Jen DeLuna’s Blurred Paintings Bite

With the swipe of a huge brush, Jen DeLuna blurs her paintings before they can dry, freezing the image in a hazy moment. She describes the effect: “It’s like that feeling of memory fading, like something you can barely grasp.” Indeed, the works have a powerful feeling of uneasiness about them. Based on vintage found photographs, their combination of movement and stillness is inherently painterly.
“I would consider myself, first and foremost, a portrait painter,” she says, but DeLuna doesn’t know the identity of any of the women she paints. Many of the photographs she has used lately are images of ’70s pin-up girls, as in works like Rallying Sigh (2024). She zooms in on their faces or cropped parts of their bodies, removing them from any context but leaving the viewer with a strange sense of their commodified origins. “I like to be respectful to whoever this person is,” she tells me, which is part of why she calls her works “portraits,” despite their anonymity. Carefully painting someone’s face is “like falling in love,” she says, smiling at the cheesiness of her own remark.
I visited DeLuna’s studio while she was in residence at PLOP in East London. A massive painting of a slobbery, fanged, gaping dog’s mouth greeted me as I walked in. “This is the largest painting I’ve worked on, ever,” DeLuna told me. Going from a home studio in Boston to her own space for the first time has opened up new levels of scale. “I don’t think I realized how limiting my space was.”

The dog mouths are a new avenue for DeLuna. Like her portraits of women, they are blurred before highlights are added, giving a paradoxical finish that is both unstable and glossy. But the dogs are confrontational: They can be hard to look at for too long, their frozen ferocity leaping off the canvas. When I ask her about works like Hounding (2024), DeLuna talks about how dogs are associated with servitude and domesticity, but the underlying aggression of their animal nature never goes away. She always hangs them alongside her portraits of women. “There is a dialogue between them,” she says, “without being too prescriptive or too explanatory.”
DeLuna’s practice is refreshingly formalist and intuitive. She justifies certain decisions by deciding simply whether she wants, or doesn’t want, to do something. Others have called her work “glamorous” or “violent,” comparing it to fashion photography, Gerhard Richter’s work, and plenty more. She finds describing it herself much harder. “To imbue so much meaning into my work feels so decadent,” she said. She had never seen Richter’s blurred photo works, or painters with styles like hers, before developing her own practice as a BFA student at Carnegie Mellon University. Now, she says, all she sees online is work that looks like hers, because “that’s how the algorithm works.”
On their own, DeLuna’s renderings of women and of dogs are striking: Her method of painting creates a magnetic final product that invites prolonged looking. But hung together, the works are staggering. They force us to confront the violence inherent in the way we look at women, a menagerie of eyes and mouths evoking carnality in jarringly different registers.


◆ Work to be completed ◆
The answer is to be the lines below that lie between the line holding "Spot *wheel* in the image." and the line holding "Show me <item>nail (construction)</item>.", inclusive, transcribed exactly and free of pictures.

◆ Provided information ◆
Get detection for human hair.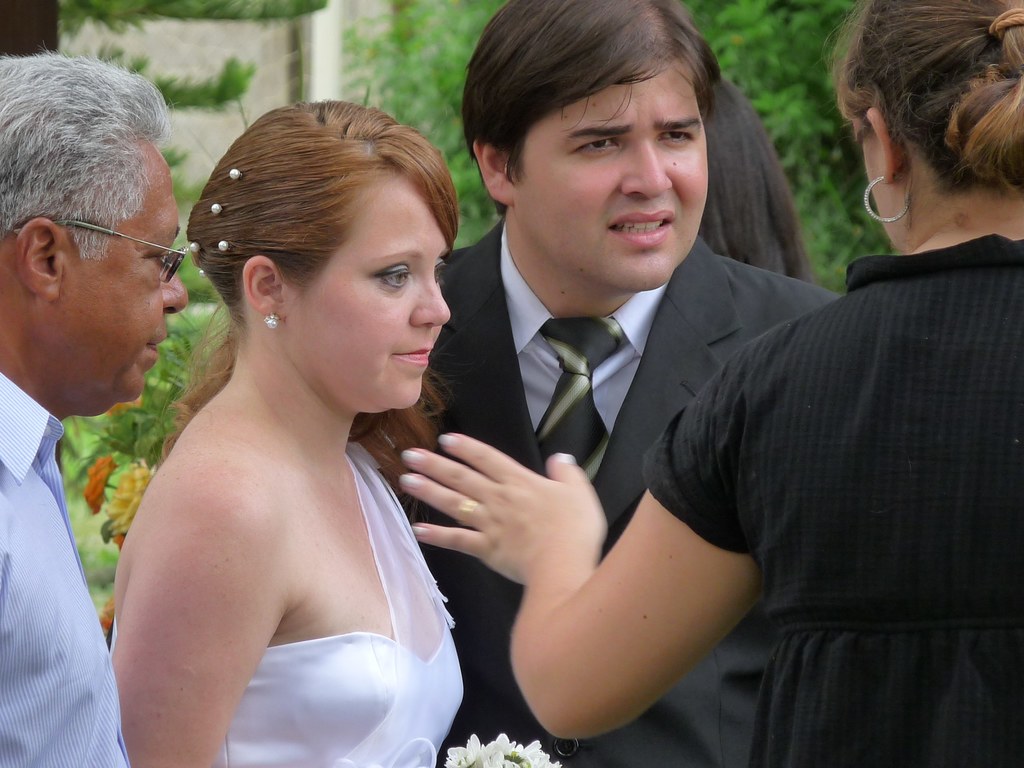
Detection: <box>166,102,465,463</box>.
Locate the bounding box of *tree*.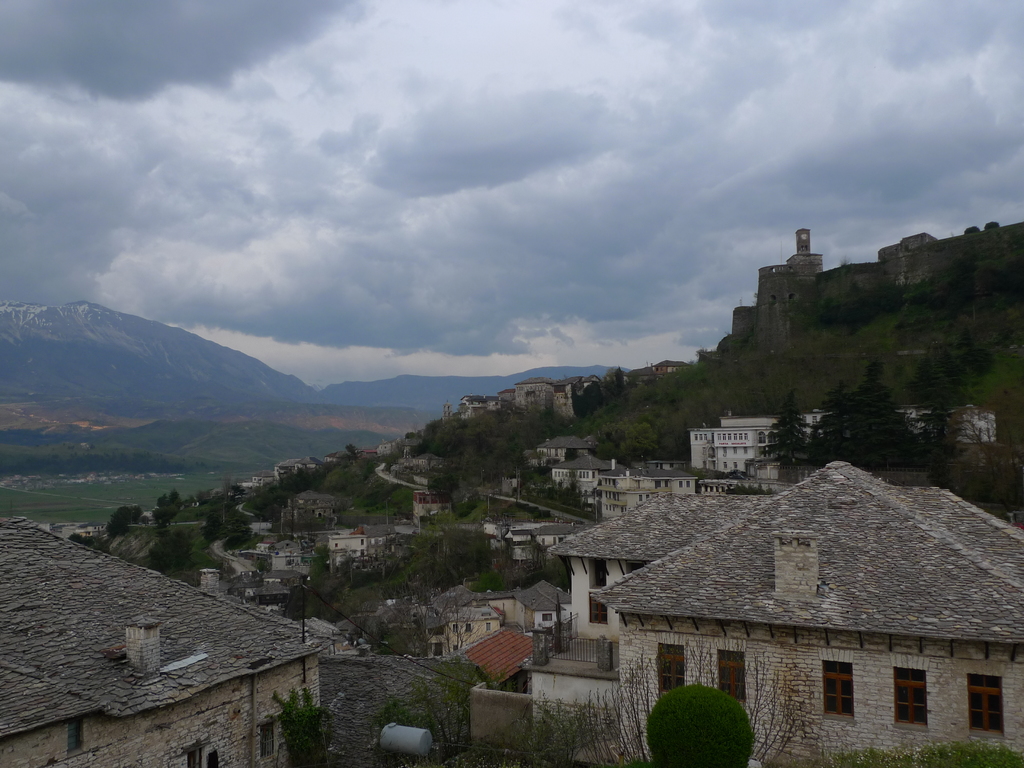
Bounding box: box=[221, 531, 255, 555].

==

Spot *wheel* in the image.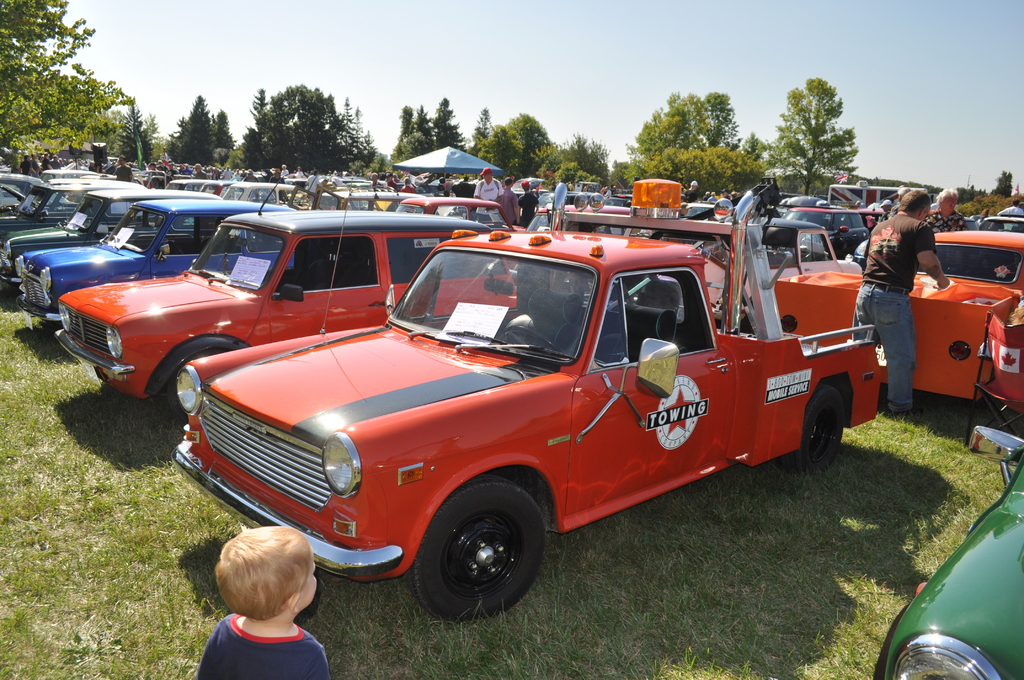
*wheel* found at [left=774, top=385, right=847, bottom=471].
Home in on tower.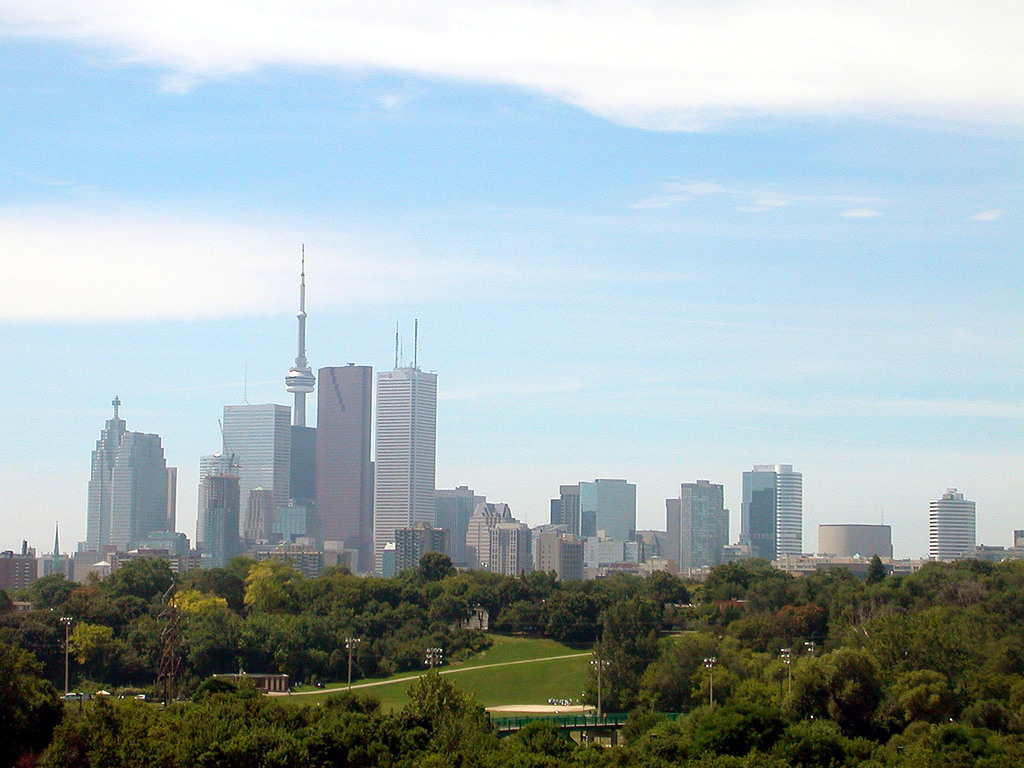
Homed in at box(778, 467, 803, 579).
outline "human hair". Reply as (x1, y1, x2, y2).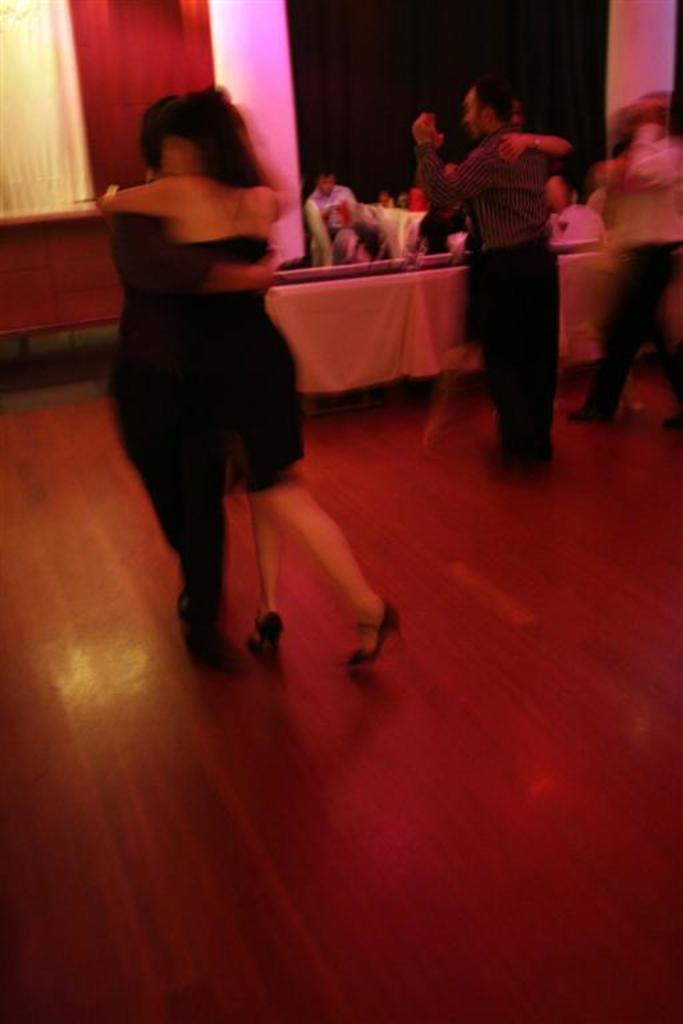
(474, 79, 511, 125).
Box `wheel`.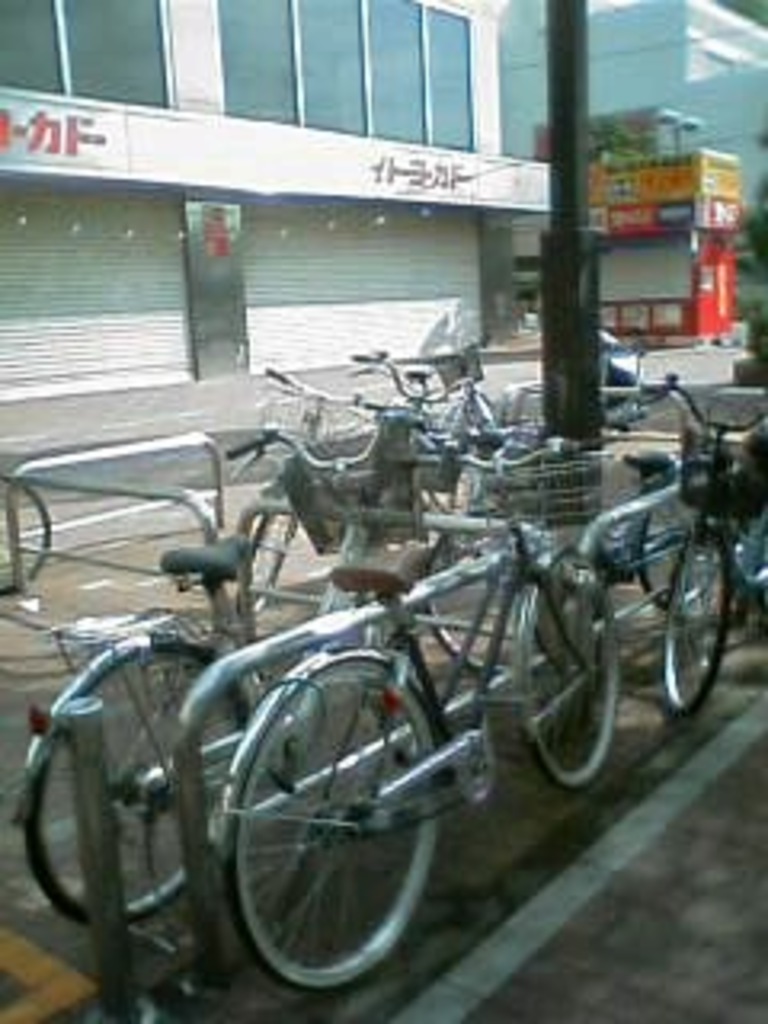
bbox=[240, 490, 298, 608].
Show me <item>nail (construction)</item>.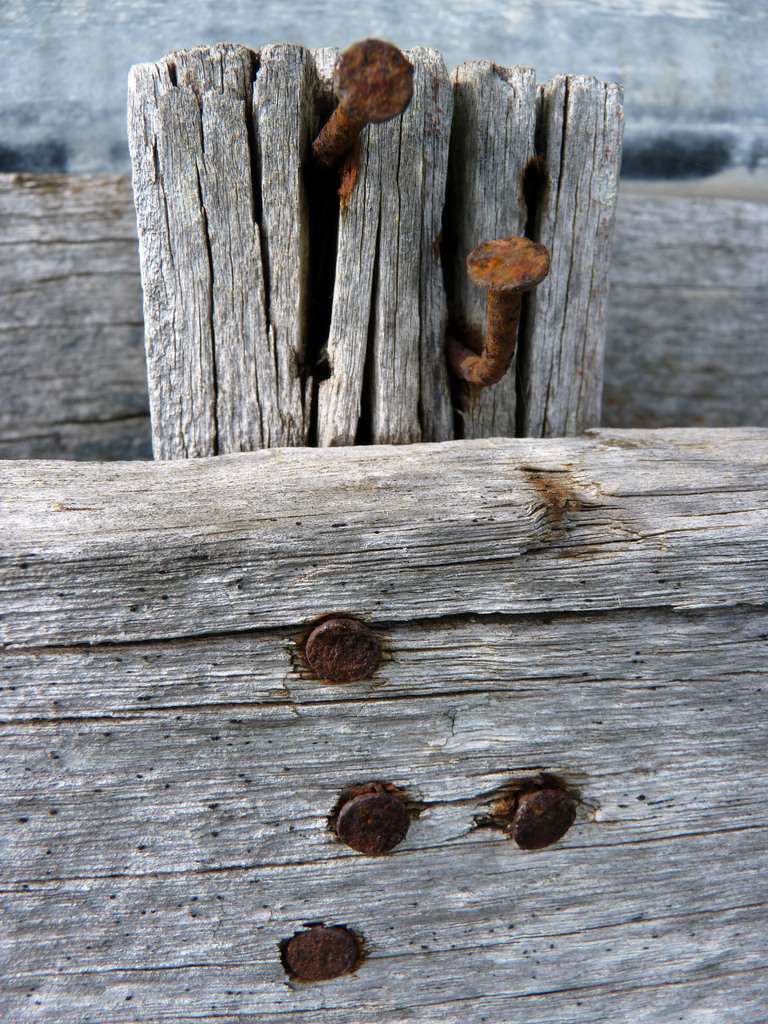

◆ Answer area ◆
Spot *wheel* in the image.
*wheel* found at [left=774, top=385, right=847, bottom=471].
Home in on tower.
Homed in at box(778, 467, 803, 579).
outline "human hair". Reply as (x1, y1, x2, y2).
(474, 79, 511, 125).
Box `wheel`.
bbox=[240, 490, 298, 608].
Show me <item>nail (construction)</item>.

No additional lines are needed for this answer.